BERLIOZ Symphonie fantastique

First recording of the Austrians under their new conductor

Record and Artist Details

Composer or Director: Hector Berlioz

Genre:

Orchestral

Label: Oehms

Media Format: CD or Download

Media Runtime: 55

Mastering:

DDD

Catalogue Number: OC869

OC869 BERLIOZ Symphonie fantastique Orozco-Estrada

Tracks:

Composition Artist Credit
Symphonie fantastique Hector Berlioz, Composer
Andrés Orozco-Estrada, Conductor
Hector Berlioz, Composer
Tonkünstler Orchestra
These are new names to me.

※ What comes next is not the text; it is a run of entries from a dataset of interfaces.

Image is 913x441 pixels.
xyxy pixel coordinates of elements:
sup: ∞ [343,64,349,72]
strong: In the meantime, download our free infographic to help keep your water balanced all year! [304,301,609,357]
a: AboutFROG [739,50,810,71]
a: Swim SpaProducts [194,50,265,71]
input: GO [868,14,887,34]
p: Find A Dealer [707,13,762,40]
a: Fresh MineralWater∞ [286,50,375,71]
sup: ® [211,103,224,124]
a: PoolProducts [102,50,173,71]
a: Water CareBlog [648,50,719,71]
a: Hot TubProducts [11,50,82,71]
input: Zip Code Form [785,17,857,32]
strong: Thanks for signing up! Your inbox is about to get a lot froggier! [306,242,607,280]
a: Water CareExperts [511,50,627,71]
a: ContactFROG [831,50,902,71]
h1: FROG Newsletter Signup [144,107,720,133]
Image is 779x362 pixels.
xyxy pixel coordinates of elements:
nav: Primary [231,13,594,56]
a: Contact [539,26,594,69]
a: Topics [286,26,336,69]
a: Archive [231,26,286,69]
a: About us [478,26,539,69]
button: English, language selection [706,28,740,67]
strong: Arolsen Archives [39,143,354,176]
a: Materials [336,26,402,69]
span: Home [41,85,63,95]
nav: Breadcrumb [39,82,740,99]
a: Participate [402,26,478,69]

Andrés Orozco-Estrada, who was born in Colombia, became principal conductor of the Tonkünstler-Orchester Niederösterreich at the beginning of the 2009/10 season. He shows here that he has already made his mark in achieving excellent ensemble and an impressive balance in Berlioz’s exotic score. It is always difficult to believe that the Symphonie fantastique was written only three years after Beethoven’s death, and in it Berlioz virtually created the large Romantic symphony orchestra, even using an idée fixe to link the movements to a programme portraying an artist experiencing unrequited love.

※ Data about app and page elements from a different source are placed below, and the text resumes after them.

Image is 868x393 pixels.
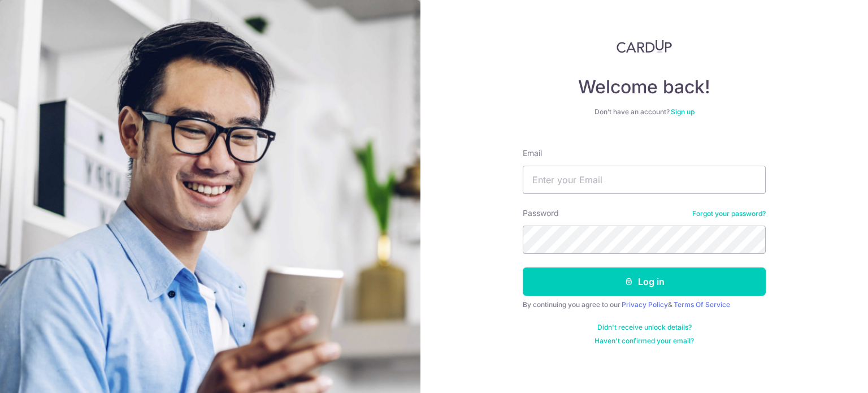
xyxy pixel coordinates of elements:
[595,336,694,346] a: Haven't confirmed your email?
[522,300,766,309] div: By continuing you agree to our &
[522,148,542,159] label: Email
[673,300,730,308] a: Terms Of Service
[522,107,766,116] div: Don’t have an account?
[522,75,766,98] h4: Welcome back!
[621,300,668,308] a: Privacy Policy
[671,107,694,116] a: Sign up
[522,267,766,295] button: Log in
[692,209,766,218] a: Forgot your password?
[522,165,766,194] input: Enter your Email
[597,323,692,332] a: Didn't receive unlock details?
[522,208,559,219] label: Password
[616,40,672,53] img: CardUp Logo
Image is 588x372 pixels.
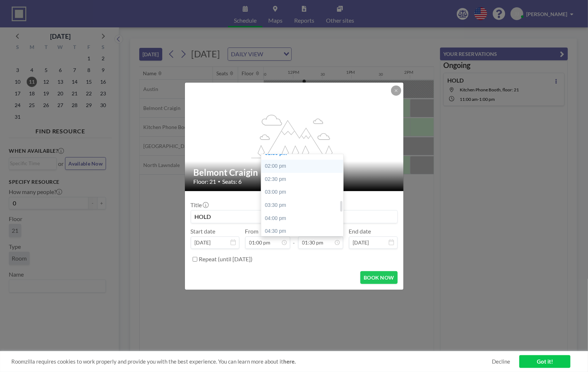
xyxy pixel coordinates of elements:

The opening movement, combining ‘Rêveries’ and ‘Passions’, needs a spontaneous flow as the tempo and mood changes, which Orozco-Estrada manages very convincingly, not dashing off passionately at the opening as some conductors do. In the second-movement waltz, ‘Un bal’, his delicate rubato is also just right. The following ‘Scène aux champs’, with its woodwind dialogue beautifully shared and the string cantilena played with touching nuance of phrasing, shows just how good the strings of the Tonkünstler Orchestra are. In the sinister and marvellously scored ‘Marche au supplice’, the symphony explodes: the guillotining of the work’s hero is presented here with elemental force, which Orozco-Estrada and his orchestra obvious relish. But by playing all-out, they ensure that the final ‘Witches’ Sabbath’ is even more grotesque, complete with the Dies irae on the trombones and tolling church bell. The music is built to a superbly thrilling final climax which leaves one breathless on that last brass chord.

The recording is superbly expansive, the acoustic of the Goldener Saal suiting Berlioz’s special effects splendidly. This newest account holds its head high.